Don Bogen is the author of five books of poems, including Luster and An Algebra, along with a critical book on Theodore Roethke and a translation of selected poems by the contemporary Spanish poet Julio Martinez Mesanza. He has collaborated with composers from the United States and abroad. Prizes for his work include a Discovery Award and The Writer/Emily Dickinson Award of the Poetry Society of America, and grants from the National Endowment for the Arts and the Camargo Foundation. He has held Fulbright positions at the Seamus Heaney Centre for Poetry in Belfast and at the Universities of Santiago de Compostela and Vigo in Spain.
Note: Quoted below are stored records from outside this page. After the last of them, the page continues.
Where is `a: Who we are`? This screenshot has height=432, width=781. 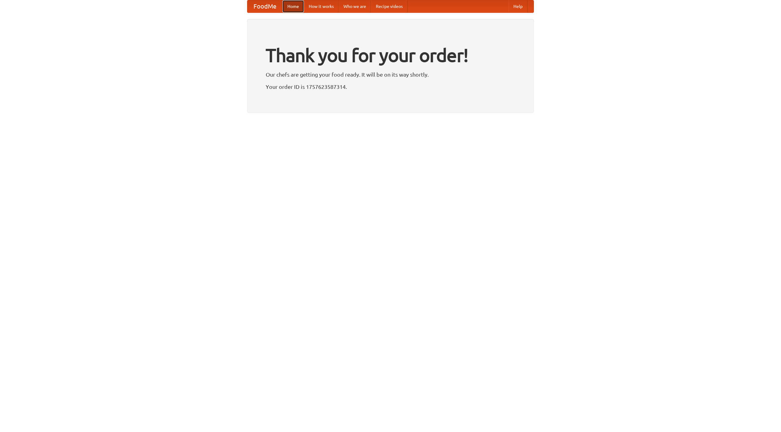
a: Who we are is located at coordinates (355, 6).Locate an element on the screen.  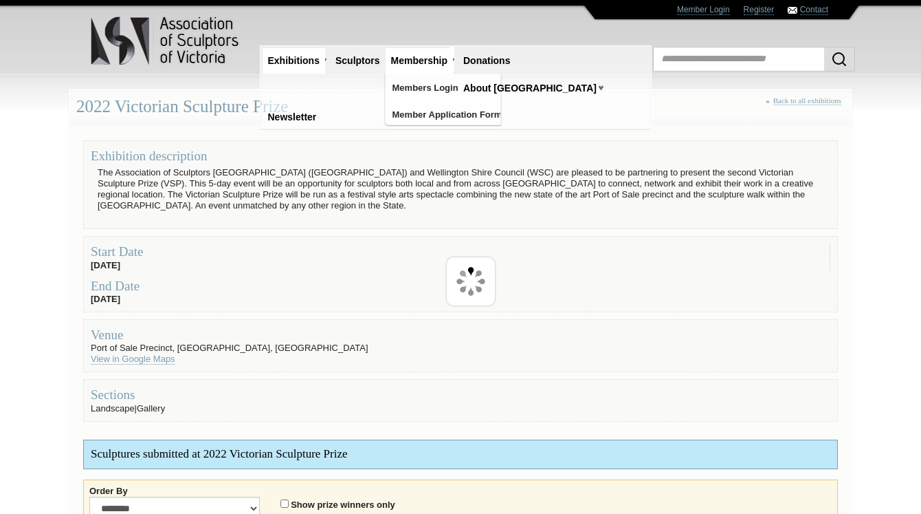
a: View in Google Maps is located at coordinates (133, 359). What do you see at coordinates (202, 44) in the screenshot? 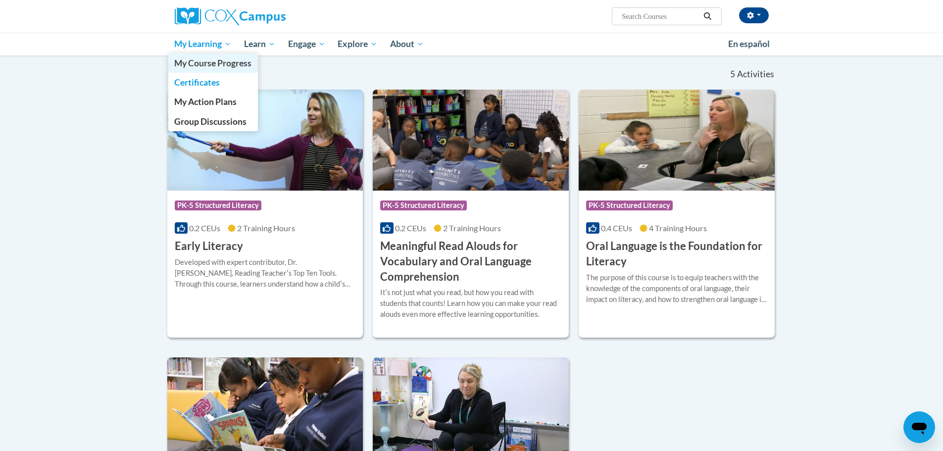
I see `span: My Learning` at bounding box center [202, 44]. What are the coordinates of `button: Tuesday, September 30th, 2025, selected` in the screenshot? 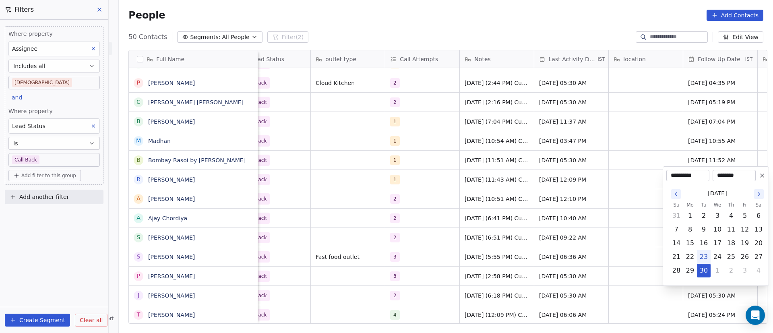 It's located at (704, 271).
Nathaniel Ropes Professor Emeritus at the University of Cincinnati, he serves as editor-at-large of the Cincinnati Review and divides his time between Cincinnati and Martinez, California.

Minneapolis, Minnesota

"The poems in Immediate Song are clear, perfect stanzas containing interior music, a man's conscience, and his crystal reflections."
Washington Independent Review of Books

“From its stunning long poem ‘On Hospitals,’ to its unflinching view of life ‘in the twilight of empire,’ to its quiet, deft, and subtly lyrical ‘song’ poems, Immediate Song is at once an extended elegy, a meditation on time, and a hard-won articulation of the largeness of small moments. Simultaneously ambitious and understated, these poems are unmistakably of today’s America, even as they mine the timeless concerns of loss and memory. Bogen is a brilliant and singular poet―wise yet unassuming, sharp yet unpretentious―with much to teach us about the complexities of living in the world.”
―Wayne Miller

“Don Bogen’s haunting new book is a sustained meditation on the tension between transience and memory that we experience as time: ‘You are in there and it is all gone and there is nothing I can’t remember,’ he writes. Rich in observed and remembered detail, the work creates an immediacy that is deeply infused with historical and social awareness. From the elegance of extended discourse to the spareness of song, these poems resonate with exquisite beauty and wisdom.”